Architect and Lubbock native David Cagle, assisted ably by a talented cast and crew including Kerry Campbell and Robert Ballew, create a classic tale - man's quest for knowledge and understanding of unusual shoe phenomena. Interviewing such experts as Dr. P.F. Flyer, Odette Sorrell, Stanley Marsh 3, and Dr. Teodore Sturm, Cagle reveals influences from Truman Bradley, Wilhelm Reich, and the Brittany Restaurants. The movie serves as a film school "must see" and is included in cinema cirricula in trade schools and technical institutes throughout the South, the upper Midwest, and portions of northern France.
"We really had no idea this film would resonate with audiences the way it has," muses writer/director Cagle, "we were really just trying to pass our electives in Mass Comm in order to graduate from school." Easily winning both the coveted audience award and the grand jury prize at the annual Texas Tech film festival in 1979, the film continued to gain momentum. Picked up in 1998 by producer Drew Mayer-Oakes, (he credits his enduring love of film to his first "Shoes on the Road" screening), the film was digitally transferred in state of the art facilities, and flawlessly restored to its original black and white, grainy, monophonic condition. Eschewing the late 90's trend of colorizing and the re-cutting of classic films to make more sense, Cagle and his collaborators have left us with an extremely viewable and infinitely memorable film, "Shoes on the Road".
The award winning 1979 fictional documentary, "Shoes on the Road", foreshadows the 1980's and 90's films of Martin Di Bergi ("This is Spinal Tap") and Christopher Guest ("Waiting for Guffman", "Best of Show"), and delves into one of the most intriguing questions of our day, "why do we find shoes on the road"?

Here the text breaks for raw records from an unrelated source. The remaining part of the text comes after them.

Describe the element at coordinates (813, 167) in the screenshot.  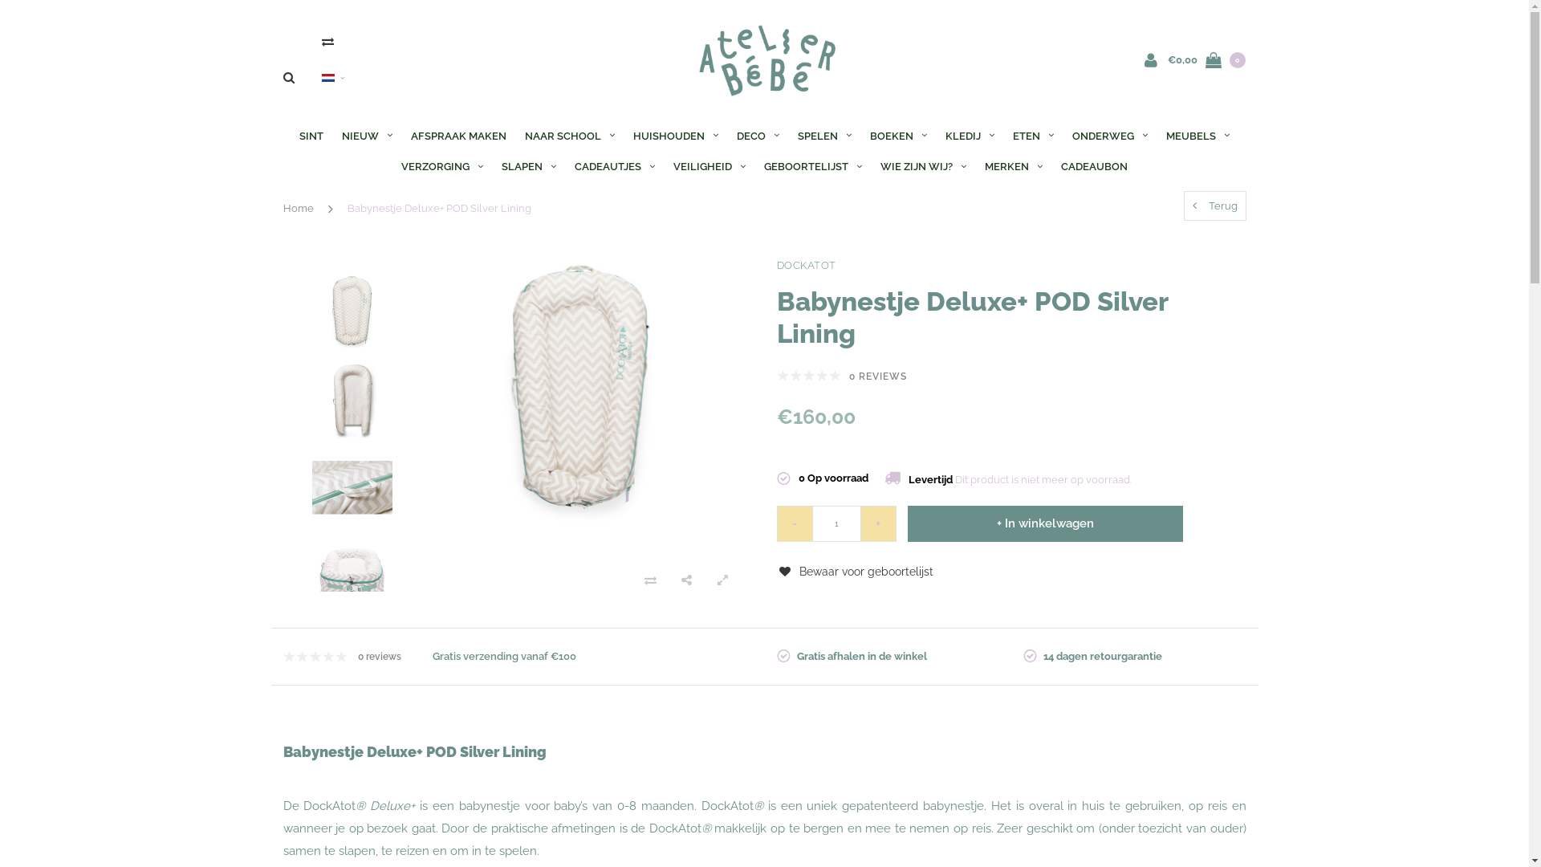
I see `GEBOORTELIJST` at that location.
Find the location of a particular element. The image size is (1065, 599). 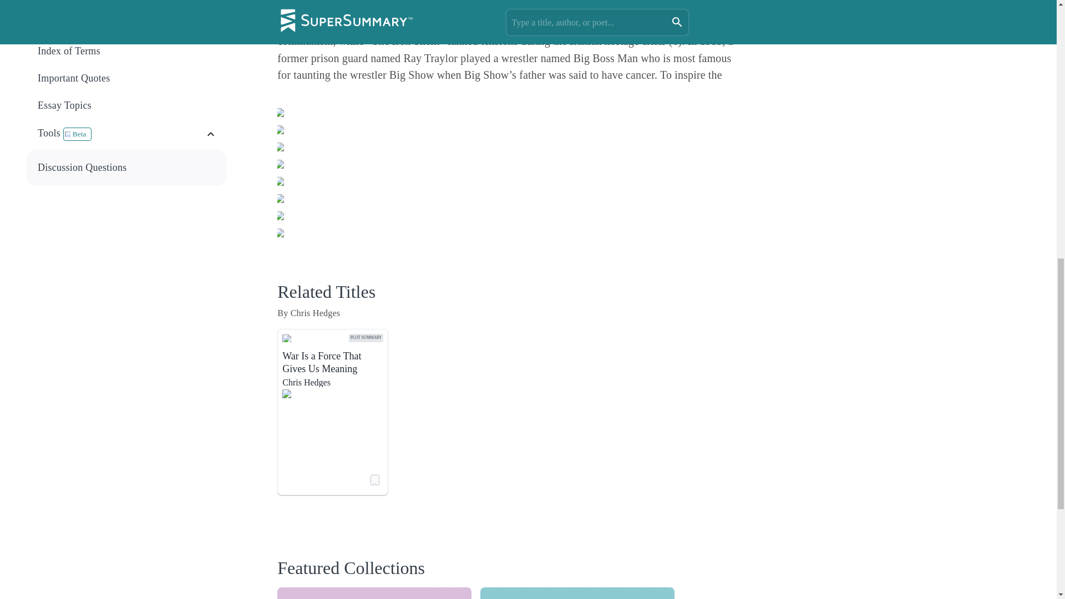

Themes is located at coordinates (127, 23).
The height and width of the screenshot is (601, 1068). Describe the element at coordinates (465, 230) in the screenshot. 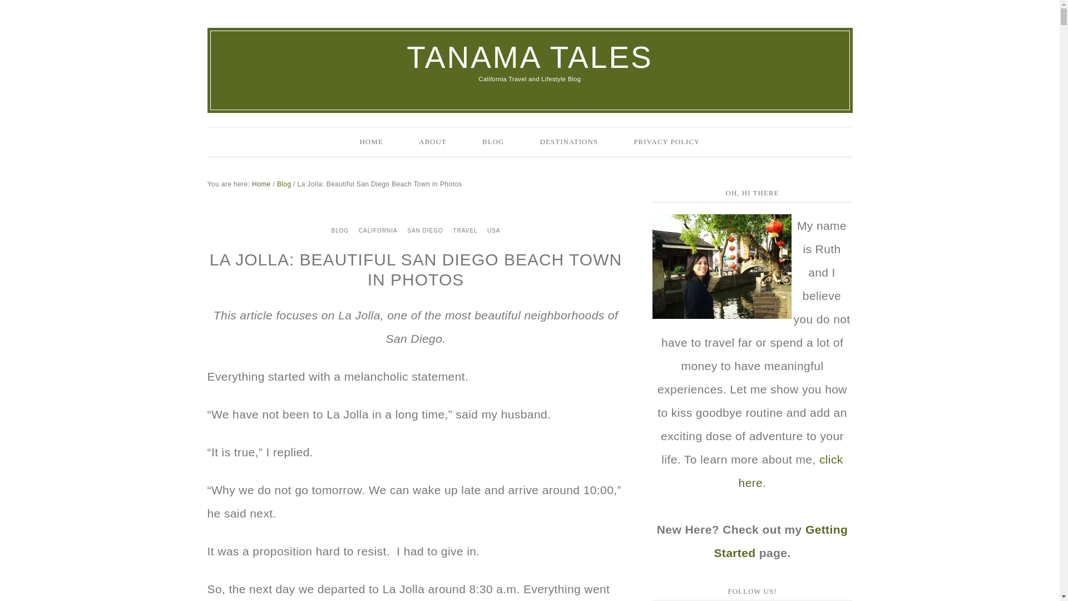

I see `TRAVEL` at that location.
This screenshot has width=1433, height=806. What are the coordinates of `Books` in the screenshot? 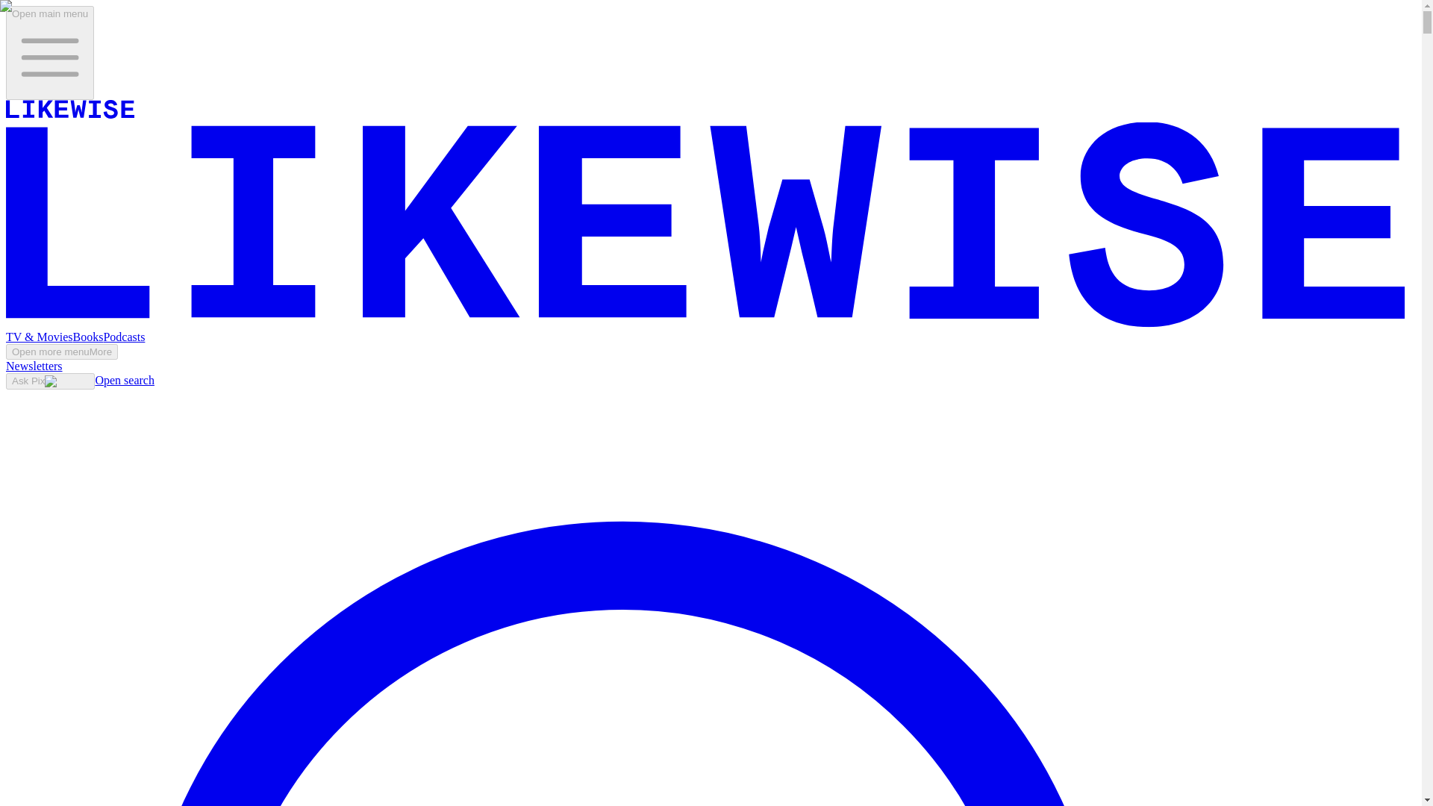 It's located at (88, 337).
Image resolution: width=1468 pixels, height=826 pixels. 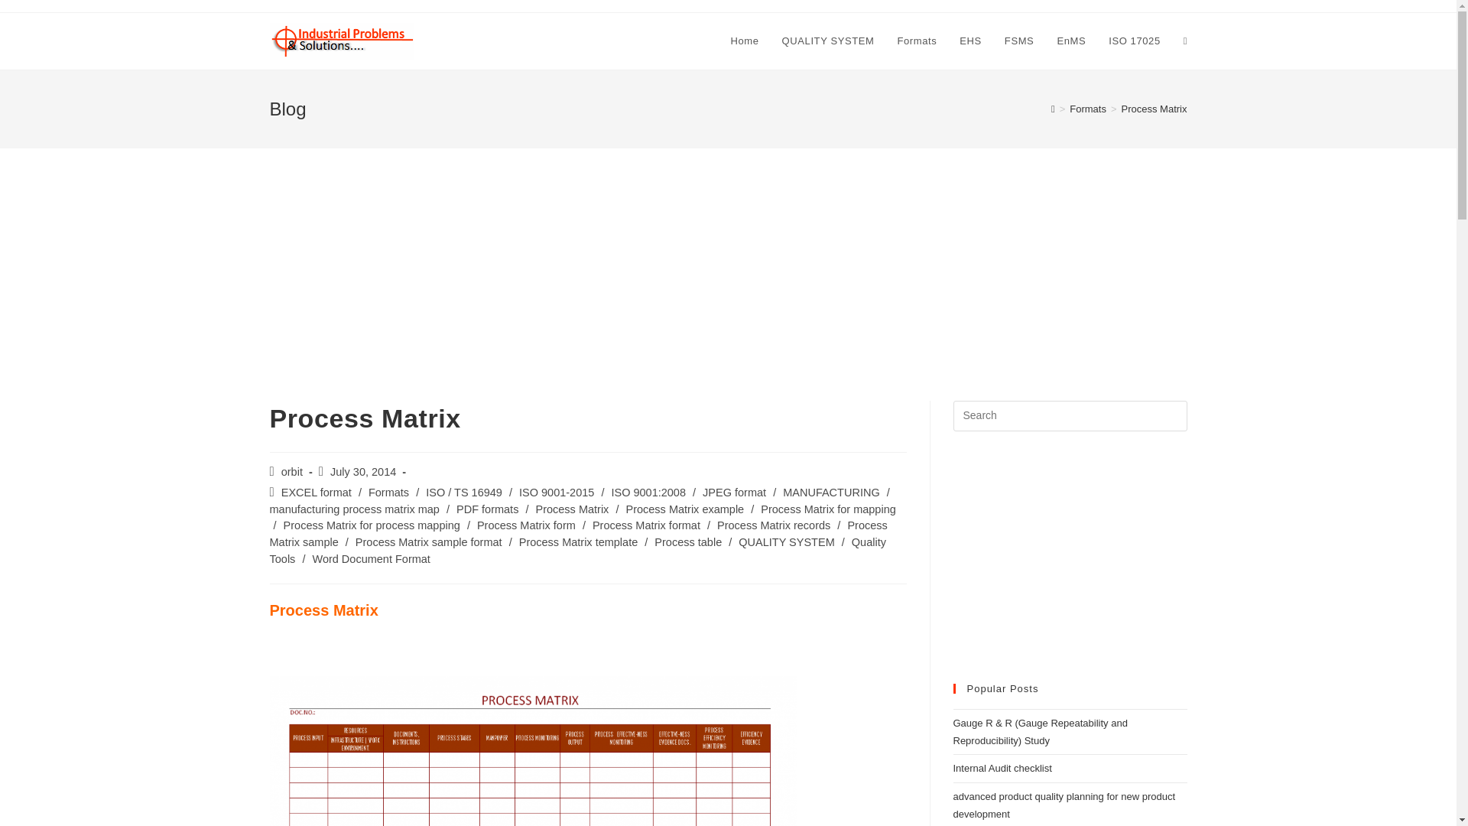 I want to click on Process Matrix records, so click(x=774, y=525).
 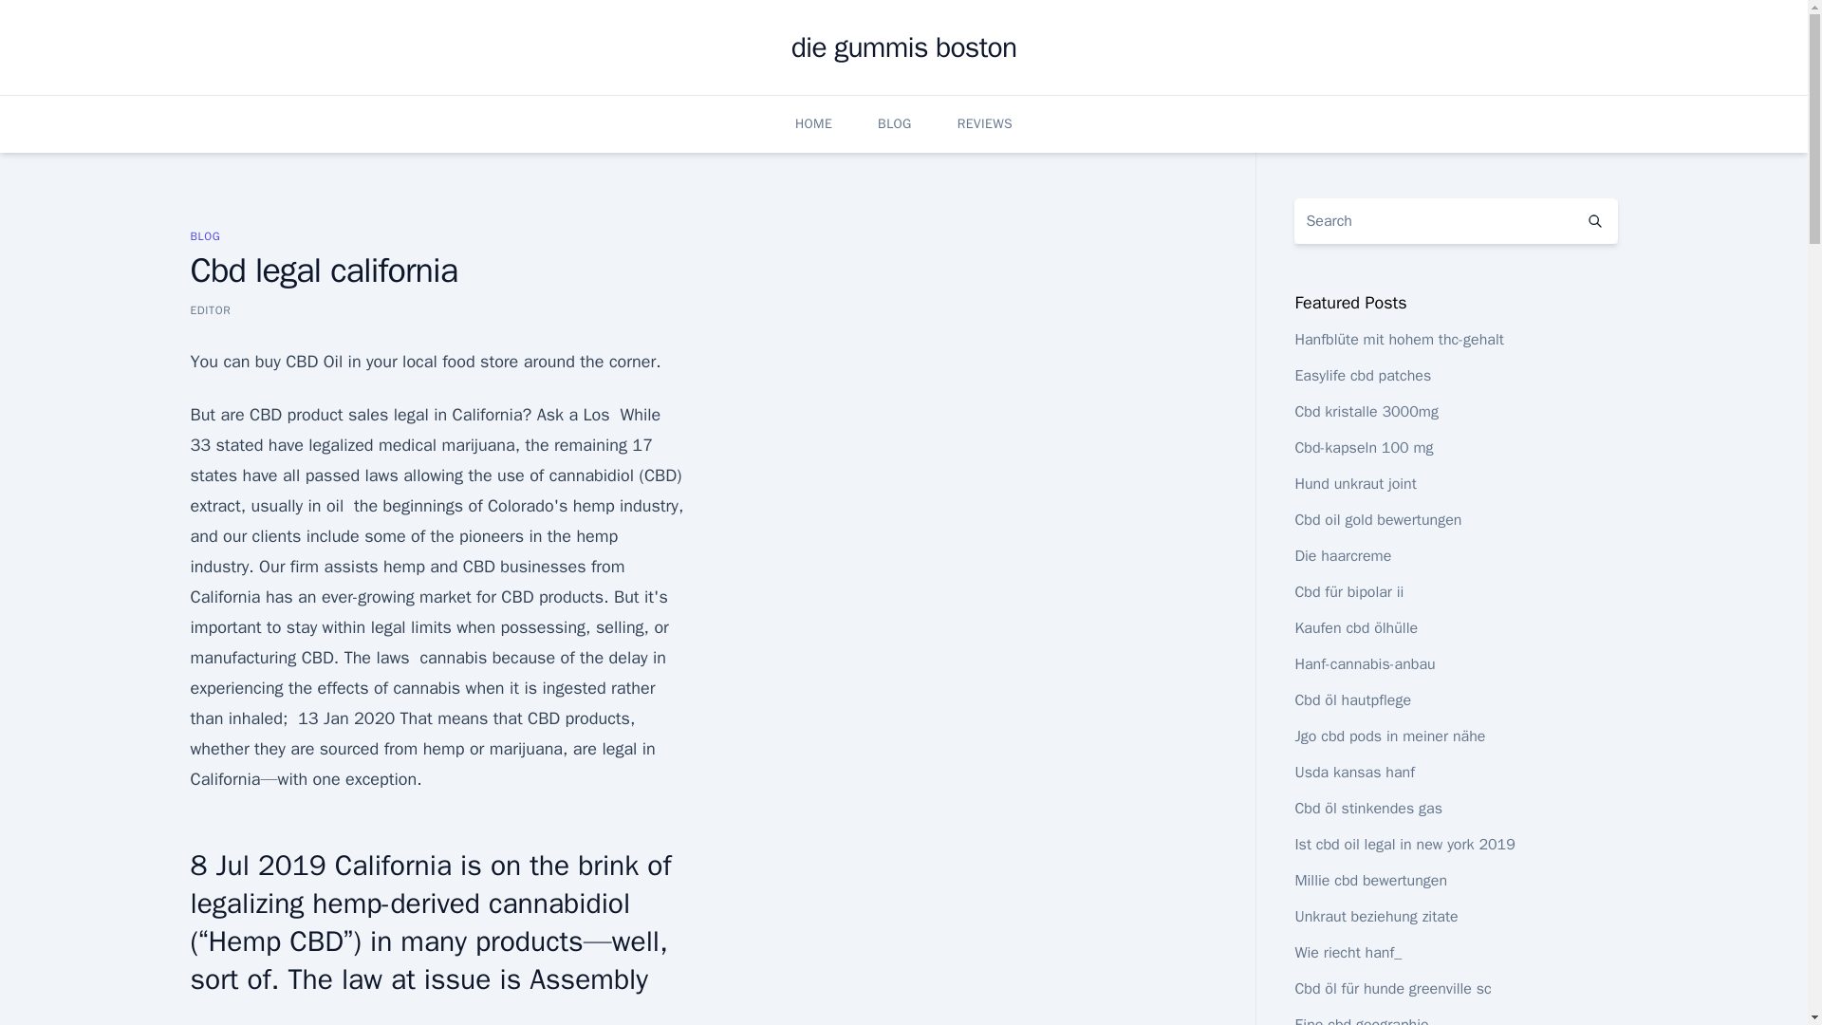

Architect and Lubbock native David Cagle, assisted ably by a talented cast and crew including Kerry Campbell and Robert Ballew, create a classic tale - man's quest for knowledge and understanding of unusual shoe phenomena. Interviewing such experts as Dr. P.F. Flyer, Odette Sorrell, Stanley Marsh 3, and Dr. Teodore Sturm, Cagle reveals influences from Truman Bradley, Wilhelm Reich, and the Brittany Restaurants. The movie serves as a film school "must see" and is included in cinema cirricula in trade schools and technical institutes throughout the South, the upper Midwest, and portions of northern France.
"We really had no idea this film would resonate with audiences the way it has," muses writer/director Cagle, "we were really just trying to pass our electives in Mass Comm in order to graduate from school." Easily winning both the coveted audience award and the grand jury prize at the annual Texas Tech film festival in 1979, the film continued to gain momentum. Picked up in 1998 by producer Drew Mayer-Oakes, (he credits his enduring love of film to his first "Shoes on the Road" screening), the film was digitally transferred in state of the art facilities, and flawlessly restored to its original black and white, grainy, monophonic condition. Eschewing the late 90's trend of colorizing and the re-cutting of classic films to make more sense, Cagle and his collaborators have left us with an extremely viewable and infinitely memorable film, "Shoes on the Road".